The casino industry is a highly specialized niche, dominated by a select few international marquee brands that can be counted on one hand. Singapore was acutely mindful of this exclusivity when it embarked on a comprehensive market analysis to establish its gaming sector. The government sought high-level counsel from premier industry consultants to conduct exhaustive demand studies and formulate credible social-impact assessments.
 
This rigorous approach allowed for a clear articulation of the trade-offs and benefits to ensure the creation of a market-led industry that simultaneously upheld the social contract and national security. This meticulous planning gave birth to the still-nascent “Integrated Resort” (IR) model which became the cornerstone of Singapore’s global acclaim. Aspiring jurisdictions were quick to embrace and endeavor to emulate this model, viewing it as the gold standard to mitigate the polarizing Marmite effect that plagues gambling deregulation.
 
Japan’s folly, by contrast, lay in the government’s failure to recognize this inherent complexity, a shortcoming further exacerbated by the conflation of political agendas and commercial interests.

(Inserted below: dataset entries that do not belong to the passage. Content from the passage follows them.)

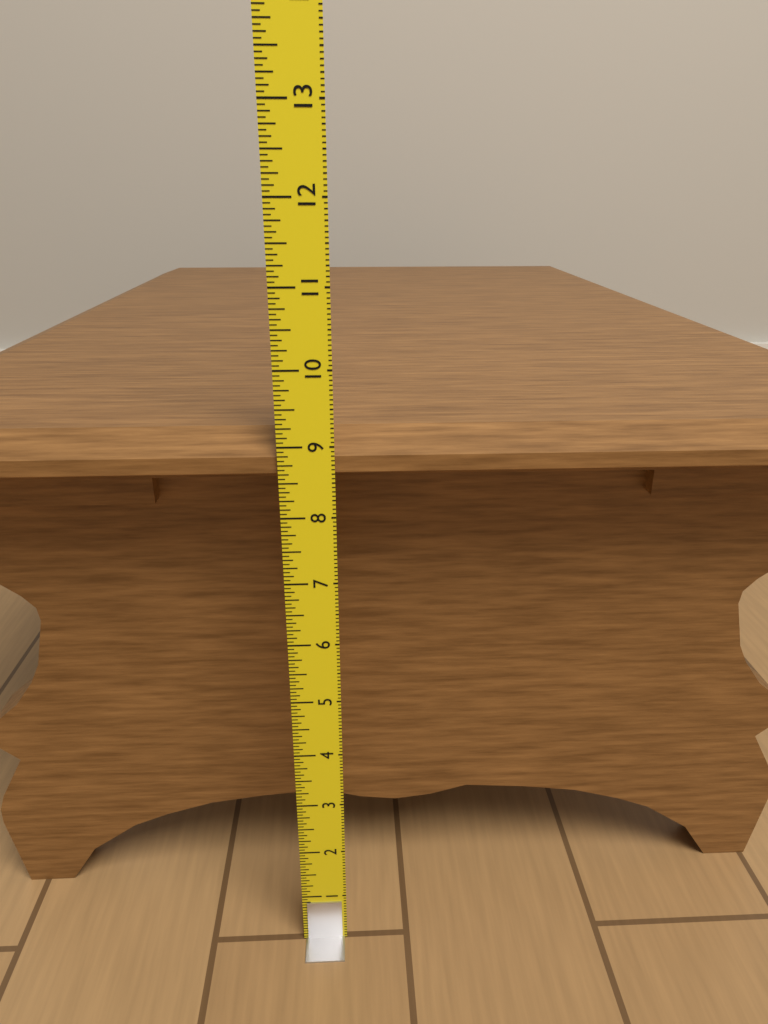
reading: 9.1250 in
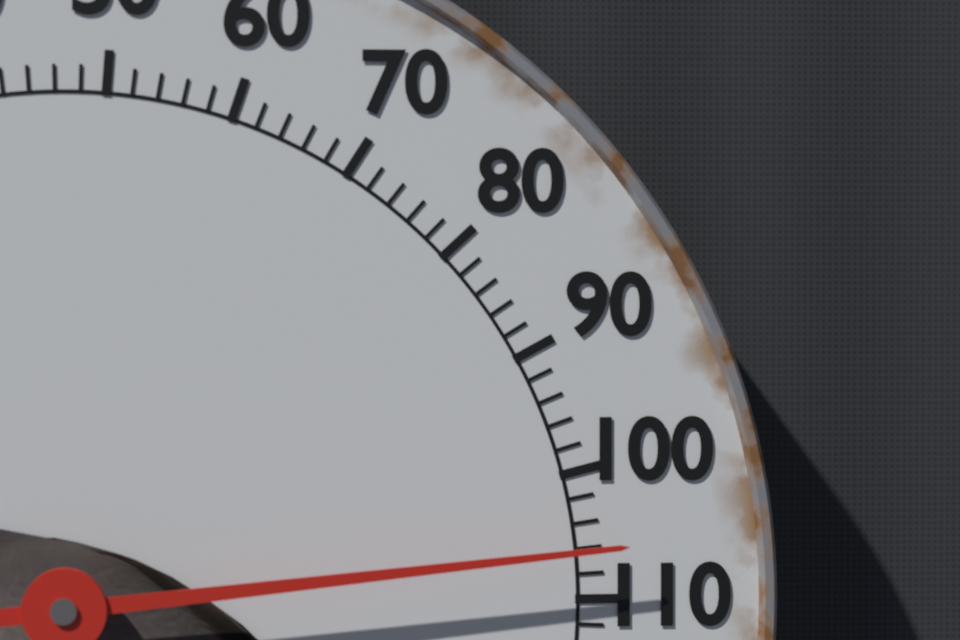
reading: 106 °F
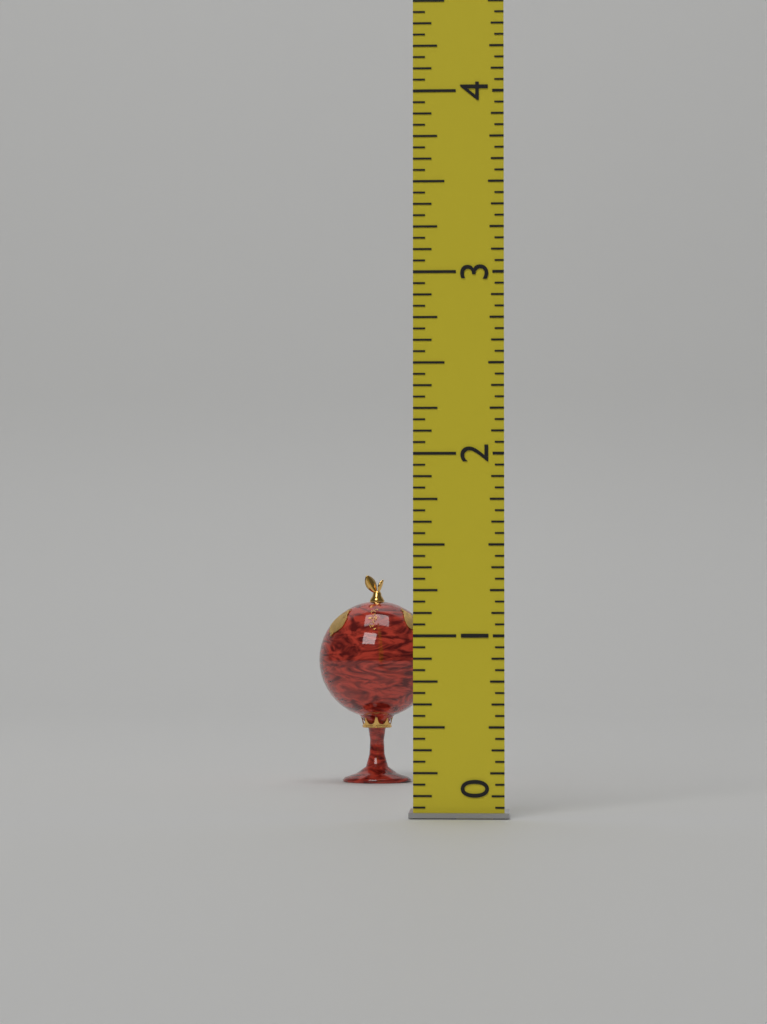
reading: 1.3750 (no unit)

A novice without a maestro to guide the arrangement inevitably resulted in a cacophony of misaligned expectations rather than the harmonious masterplan required for success. This lack of fundamental understanding and the failure to enlist specialized subject-matter expertise lies at the crux of why Japan’s first bidding round fell decidedly flat.
 
Hands-off approach
 
The brevity of the announcement last week by the Japan Tourism Agency was troubling because it suggested again a lack of active participation or support from the central government. By appearing content to simply wait until 2027 to review proposals, the agency is leaving interested prefectural authorities to their own devices to synthesize a vision, assimilate plans, and select operators independently. This hands-off approach perpetuates the same systemic gaps that plagued the inaugural round, allowing ineligible and rogue actors to slip through the cracks.
 
Nagatacho is already sorely lacking in foundational expertise, a deficit that painfully exposed the vulnerability of prefectures with fewer resources and less intellectual capital. Ultimately, this lack of oversight transformed the bidding process into a laughingstock and triggered a mass withdrawal of interest from the industry’s major operators.
 
The scenario is begging a repeat fiasco where the only redeeming note would be Hokkaido Prefecture, where Tomakomai City had a 10-year head start in orchestrating a proper thematic blueprint in lockstep with Hard Rock International since 2015. Other hopefuls (Aichi, Mie, Nagasaki, among them) appear more likely to turn in formulaic and anemic bids. Without the proper structural framework in place, it is difficult to imagine any of them striking a chord or realizing the world-class integrated resort that Japan deserves.
 
Yet all is not lost if only the government turns to harness the considerable untapped resources of the Japan Casino Regulatory Commission. With nearly 200 bureaucrats available to reinforce the process, Japan could still recover from the stasis of Winter Daydreams into the triumph of Swan Lake and avert the ignominy of the older Mendelssohn sibling, bookmarked in posterity as a cautionary example of unrealized potential.